ANN: NamerTamer Photo Processor

Jeff Epler jepler at unpythonic.net
Tue Jul 27 08:57:54 EDT 2004


I'm not interested.  Here are some of the reasons that come to mind.

0. If I had seen "namertamer" in a list of software, even graphics-related
software, I would have had no idea that it performed operations like
resize, crop, and red-eye reduction.

1. I can't tell what requirements the program has, and whether it'll
run on Unix in the first place.

2. The most common task I perform, and the one that should be the most
automatable, is crop & resize for printing.  I don't see that on the
list of actions your software performs.  (Crop region with appropriate
aspect ratio, resize to at most WxH pixels, and save a copy)

3. This program will be very threatening for a beginning user.  Remember,
everyone but you will begin using this software as a beginner.  Put all
the commands in a nicely-organized menu bar or on a toolbar, which
provides a way to teach users the keyboard shortcut at the same time (by
giving the key-combination in the menu or in the toolbar item's tooltip)

4. I don't know how much this applies to other digital photographers,
but once a photo makes it off my camera and onto my hard drive, I want
to keep a copy of that original jpeg file forever, even if I make some
adjustments.  You suggest manually making a copy and running namertamer,
but I would rather see this integrated.

5. If your application is a Windows-specific application, use some Win32
API to move files to the Recycling Bin or whatever it's called, instead
of deleting them forever.  Then, users can recover from an accidental
deletion just as though they had deleted the file using Windows Explorer.

5a. Add a Netscape-style "never ask this question again" to a prompt on
delete, because all users expect delete to at least ask for confirmation.
This will allow those users to get what they expect, but allow people
who trust their fingers to avoid hitting another key at every deletion.

6. Provide a before & after shot of your red-eye reduction.

7. For rotation, read the related EXIF tag and automatically rotate the
image to match it when the image is loaded.  On save, set the EXIF tag
to indicate that the image is properly oriented.

8. Preserve EXIF information on save.

9. Why are "rect" and "oval" radiobuttons instead of keyboard shortcuts?
Why don't you use standard icons for rectangular and oval selection,
like all the other programs in the world?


## TASK
Before copying the entries, remove the pictures; everything else stays exactly as it is.

## DATA EXTRACTS

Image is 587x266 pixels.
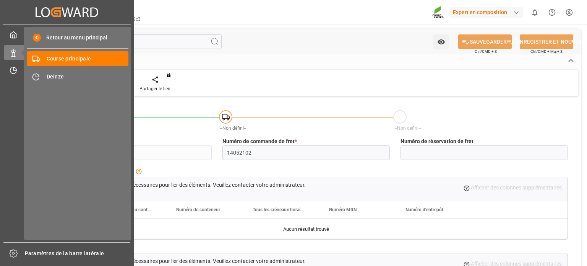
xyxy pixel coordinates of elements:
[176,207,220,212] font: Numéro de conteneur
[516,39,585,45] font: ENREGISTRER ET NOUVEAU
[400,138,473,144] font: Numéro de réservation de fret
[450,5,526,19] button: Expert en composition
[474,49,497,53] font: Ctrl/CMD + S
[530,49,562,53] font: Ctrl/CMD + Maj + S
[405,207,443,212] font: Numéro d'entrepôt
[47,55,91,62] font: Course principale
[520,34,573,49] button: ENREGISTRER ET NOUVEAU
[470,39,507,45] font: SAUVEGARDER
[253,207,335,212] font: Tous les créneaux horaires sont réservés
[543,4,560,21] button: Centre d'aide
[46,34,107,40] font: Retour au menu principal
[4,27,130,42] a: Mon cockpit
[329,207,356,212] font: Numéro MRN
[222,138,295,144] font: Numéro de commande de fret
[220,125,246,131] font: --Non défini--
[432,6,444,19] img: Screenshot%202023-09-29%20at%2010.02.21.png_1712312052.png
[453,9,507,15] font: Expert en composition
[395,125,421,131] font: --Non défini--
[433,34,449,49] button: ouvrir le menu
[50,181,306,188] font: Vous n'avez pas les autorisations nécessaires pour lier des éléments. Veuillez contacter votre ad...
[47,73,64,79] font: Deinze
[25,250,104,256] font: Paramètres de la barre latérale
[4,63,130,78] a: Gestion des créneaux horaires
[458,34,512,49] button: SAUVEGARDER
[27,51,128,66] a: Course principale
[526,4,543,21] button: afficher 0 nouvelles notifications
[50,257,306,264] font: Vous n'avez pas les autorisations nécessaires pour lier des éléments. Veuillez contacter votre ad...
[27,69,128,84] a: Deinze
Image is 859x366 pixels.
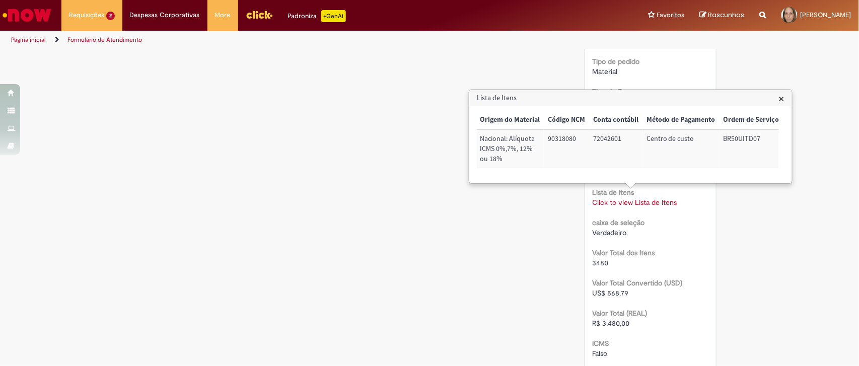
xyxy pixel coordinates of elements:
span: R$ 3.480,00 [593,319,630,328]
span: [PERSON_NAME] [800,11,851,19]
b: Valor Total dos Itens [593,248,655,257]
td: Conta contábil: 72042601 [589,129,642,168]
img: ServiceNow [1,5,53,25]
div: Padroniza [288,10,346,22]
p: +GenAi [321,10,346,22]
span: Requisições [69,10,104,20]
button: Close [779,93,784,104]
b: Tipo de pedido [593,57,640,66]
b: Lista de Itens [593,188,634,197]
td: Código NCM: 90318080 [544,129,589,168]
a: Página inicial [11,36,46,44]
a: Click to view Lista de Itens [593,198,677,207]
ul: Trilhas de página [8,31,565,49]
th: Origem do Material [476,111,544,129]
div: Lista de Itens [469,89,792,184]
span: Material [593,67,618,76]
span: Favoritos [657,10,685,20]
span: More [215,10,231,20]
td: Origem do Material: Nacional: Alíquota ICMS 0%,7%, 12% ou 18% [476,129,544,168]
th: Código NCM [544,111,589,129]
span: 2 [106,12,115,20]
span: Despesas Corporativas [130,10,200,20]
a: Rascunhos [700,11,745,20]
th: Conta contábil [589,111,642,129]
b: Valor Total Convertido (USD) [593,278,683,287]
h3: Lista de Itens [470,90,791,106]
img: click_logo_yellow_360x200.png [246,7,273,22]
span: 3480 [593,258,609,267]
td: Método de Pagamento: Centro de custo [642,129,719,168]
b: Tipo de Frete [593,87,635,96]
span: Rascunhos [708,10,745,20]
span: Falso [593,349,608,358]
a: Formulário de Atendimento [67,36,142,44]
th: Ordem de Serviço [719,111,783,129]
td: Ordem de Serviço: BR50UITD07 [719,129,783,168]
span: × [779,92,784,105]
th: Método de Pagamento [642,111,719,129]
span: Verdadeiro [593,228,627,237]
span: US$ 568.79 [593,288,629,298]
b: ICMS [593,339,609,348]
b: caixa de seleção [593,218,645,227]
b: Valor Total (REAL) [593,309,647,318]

## SOLUTION TO THIS PROBLEM
Image is 587x266 pixels.
xyxy pixel coordinates of elements:
[176,207,220,212] font: Numéro de conteneur
[516,39,585,45] font: ENREGISTRER ET NOUVEAU
[400,138,473,144] font: Numéro de réservation de fret
[450,5,526,19] button: Expert en composition
[474,49,497,53] font: Ctrl/CMD + S
[530,49,562,53] font: Ctrl/CMD + Maj + S
[405,207,443,212] font: Numéro d'entrepôt
[47,55,91,62] font: Course principale
[520,34,573,49] button: ENREGISTRER ET NOUVEAU
[470,39,507,45] font: SAUVEGARDER
[253,207,335,212] font: Tous les créneaux horaires sont réservés
[543,4,560,21] button: Centre d'aide
[46,34,107,40] font: Retour au menu principal
[4,27,130,42] a: Mon cockpit
[329,207,356,212] font: Numéro MRN
[222,138,295,144] font: Numéro de commande de fret
[220,125,246,131] font: --Non défini--
[432,6,444,19] img: Screenshot%202023-09-29%20at%2010.02.21.png_1712312052.png
[453,9,507,15] font: Expert en composition
[395,125,421,131] font: --Non défini--
[433,34,449,49] button: ouvrir le menu
[50,181,306,188] font: Vous n'avez pas les autorisations nécessaires pour lier des éléments. Veuillez contacter votre ad...
[47,73,64,79] font: Deinze
[25,250,104,256] font: Paramètres de la barre latérale
[4,63,130,78] a: Gestion des créneaux horaires
[458,34,512,49] button: SAUVEGARDER
[27,51,128,66] a: Course principale
[526,4,543,21] button: afficher 0 nouvelles notifications
[50,257,306,264] font: Vous n'avez pas les autorisations nécessaires pour lier des éléments. Veuillez contacter votre ad...
[27,69,128,84] a: Deinze
Image is 859x366 pixels.
xyxy pixel coordinates of elements:
span: R$ 3.480,00 [593,319,630,328]
span: [PERSON_NAME] [800,11,851,19]
b: Valor Total dos Itens [593,248,655,257]
td: Conta contábil: 72042601 [589,129,642,168]
img: ServiceNow [1,5,53,25]
div: Padroniza [288,10,346,22]
p: +GenAi [321,10,346,22]
span: Requisições [69,10,104,20]
button: Close [779,93,784,104]
b: Tipo de pedido [593,57,640,66]
b: Lista de Itens [593,188,634,197]
td: Código NCM: 90318080 [544,129,589,168]
a: Página inicial [11,36,46,44]
a: Click to view Lista de Itens [593,198,677,207]
ul: Trilhas de página [8,31,565,49]
th: Origem do Material [476,111,544,129]
div: Lista de Itens [469,89,792,184]
span: Material [593,67,618,76]
span: Favoritos [657,10,685,20]
span: More [215,10,231,20]
td: Origem do Material: Nacional: Alíquota ICMS 0%,7%, 12% ou 18% [476,129,544,168]
th: Código NCM [544,111,589,129]
span: 2 [106,12,115,20]
span: Despesas Corporativas [130,10,200,20]
a: Rascunhos [700,11,745,20]
th: Conta contábil [589,111,642,129]
b: Valor Total Convertido (USD) [593,278,683,287]
h3: Lista de Itens [470,90,791,106]
img: click_logo_yellow_360x200.png [246,7,273,22]
span: 3480 [593,258,609,267]
td: Método de Pagamento: Centro de custo [642,129,719,168]
b: Tipo de Frete [593,87,635,96]
span: Rascunhos [708,10,745,20]
span: Falso [593,349,608,358]
a: Formulário de Atendimento [67,36,142,44]
th: Ordem de Serviço [719,111,783,129]
td: Ordem de Serviço: BR50UITD07 [719,129,783,168]
span: × [779,92,784,105]
th: Método de Pagamento [642,111,719,129]
span: Verdadeiro [593,228,627,237]
span: US$ 568.79 [593,288,629,298]
b: ICMS [593,339,609,348]
b: caixa de seleção [593,218,645,227]
b: Valor Total (REAL) [593,309,647,318]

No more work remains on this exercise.